*** RECORDS SHOWN ***

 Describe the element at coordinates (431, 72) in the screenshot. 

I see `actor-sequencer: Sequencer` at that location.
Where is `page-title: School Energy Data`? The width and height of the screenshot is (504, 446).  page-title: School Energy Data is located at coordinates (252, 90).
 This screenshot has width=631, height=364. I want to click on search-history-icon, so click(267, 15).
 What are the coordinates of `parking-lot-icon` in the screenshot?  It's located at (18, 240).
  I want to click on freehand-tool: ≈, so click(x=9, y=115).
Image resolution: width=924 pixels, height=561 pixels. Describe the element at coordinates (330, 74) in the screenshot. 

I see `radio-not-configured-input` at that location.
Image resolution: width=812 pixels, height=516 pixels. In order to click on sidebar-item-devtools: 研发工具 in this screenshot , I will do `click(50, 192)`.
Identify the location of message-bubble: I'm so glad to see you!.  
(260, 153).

*** End of RECORDS SHOWN ***
*** RECORDS SHOWN ***

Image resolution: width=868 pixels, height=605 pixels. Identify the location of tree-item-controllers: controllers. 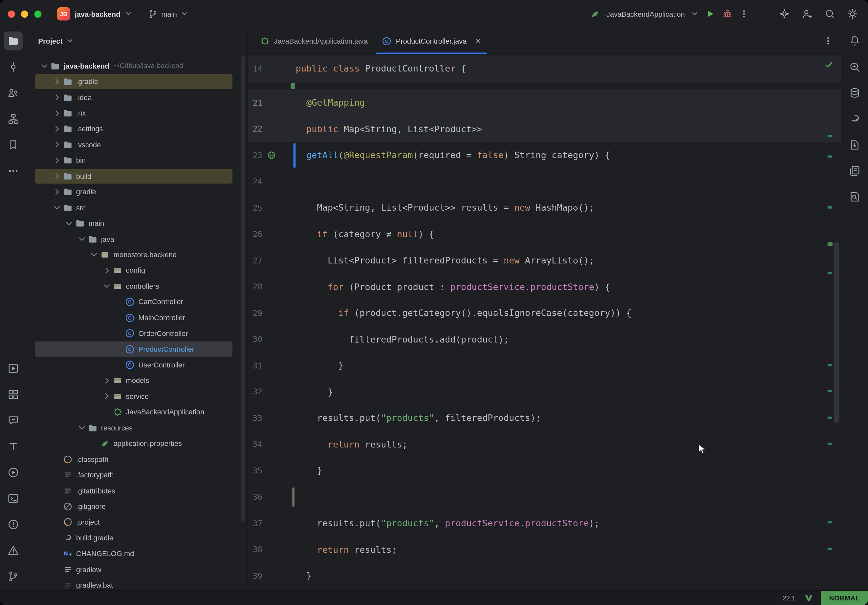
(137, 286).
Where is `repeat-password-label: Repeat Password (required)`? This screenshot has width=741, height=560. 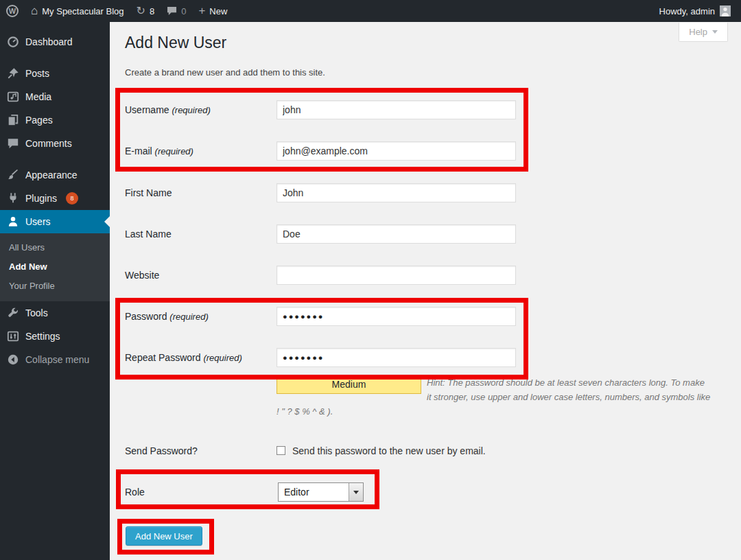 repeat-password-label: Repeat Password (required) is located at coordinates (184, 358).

*** End of RECORDS SHOWN ***

Taking the lines above, repeat exactly those from the line that contains "Describe the element at coordinates (431, 72)" through the line that contains "Image resolution: width=812", and both of those lines as well. Include nothing else.

[TASK RESPONSE]
 Describe the element at coordinates (431, 72) in the screenshot. 

I see `actor-sequencer: Sequencer` at that location.
Where is `page-title: School Energy Data`? The width and height of the screenshot is (504, 446).  page-title: School Energy Data is located at coordinates (252, 90).
 This screenshot has width=631, height=364. I want to click on search-history-icon, so click(267, 15).
 What are the coordinates of `parking-lot-icon` in the screenshot?  It's located at (18, 240).
  I want to click on freehand-tool: ≈, so click(x=9, y=115).
Image resolution: width=924 pixels, height=561 pixels. Describe the element at coordinates (330, 74) in the screenshot. 

I see `radio-not-configured-input` at that location.
Image resolution: width=812 pixels, height=516 pixels. In order to click on sidebar-item-devtools: 研发工具 in this screenshot , I will do `click(50, 192)`.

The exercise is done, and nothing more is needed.